CHRISTIAN SCIENCE: ITS PRACTICAL MEANING FOR ALL MEN

From the January 1942 issue of The Christian Science Journal


It is well known that persuasion has had virtually no part in the rapid spreading of Christian Science over the world. Its students have seen that mere urging of others to adopt it is neither desirable nor needful. One is not drawn to a science by such means, but by evidences of its soundness and value; and it is in this way that the ever-growing body of Christian Scientists has come to be. But if Christian Scientists do not urge others to become students of Christian Science, they are happy to represent to them—in words, so far as these may be useful, but more particularly in terms of life itself— what this Science has meant to them, and what they perceive it can mean to all.
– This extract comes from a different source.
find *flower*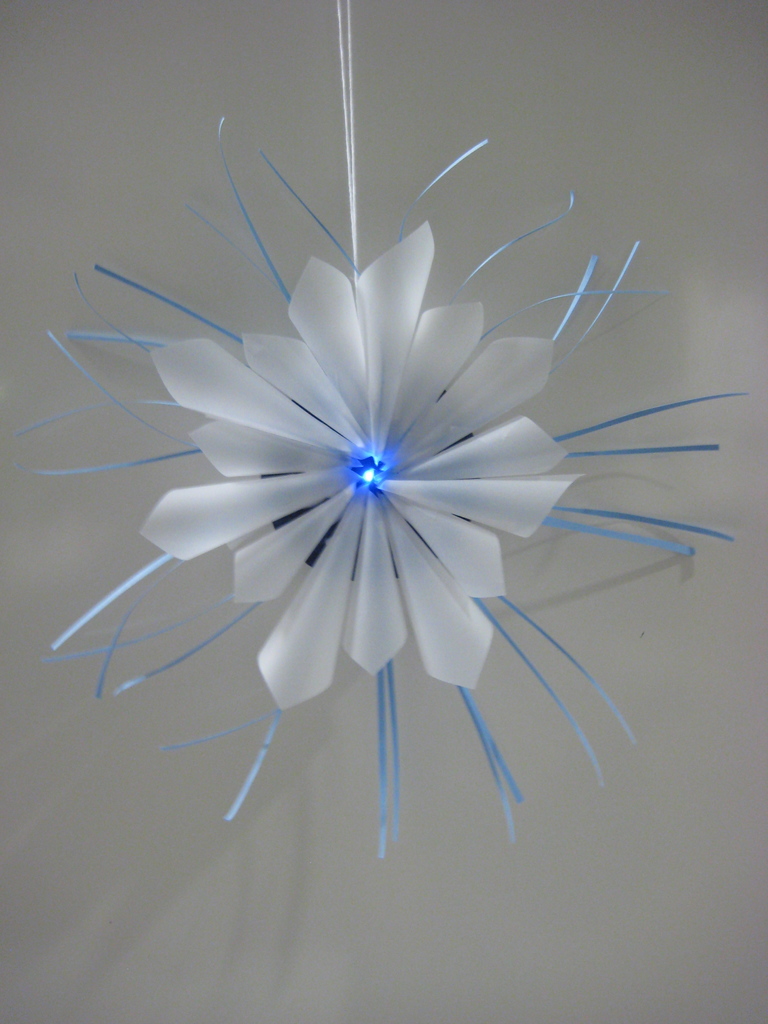
79:103:712:845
The Scientist sees others hampered and dismayed by difficulties which this teaching, this scientific setting forth of the truth taught and proved by Christ Jesus, has enabled him to overcome. He sees them, often at great cost to themselves, searching for good where he has learned that it cannot be found, and at the same time missing immeasurable good which is within their reach. He sees them habitually weary when rest and refreshment are theirs for the taking, dull beside the very wells of inspiration, hopeless and faltering in the presence of infinite possibilities. It is not strange that, even as he earnestly strives for higher understanding himself, he is willing to publish what he has learned.

What is it, then, that Christian Science offers mankind? What is the practical meaning of this Science for the world?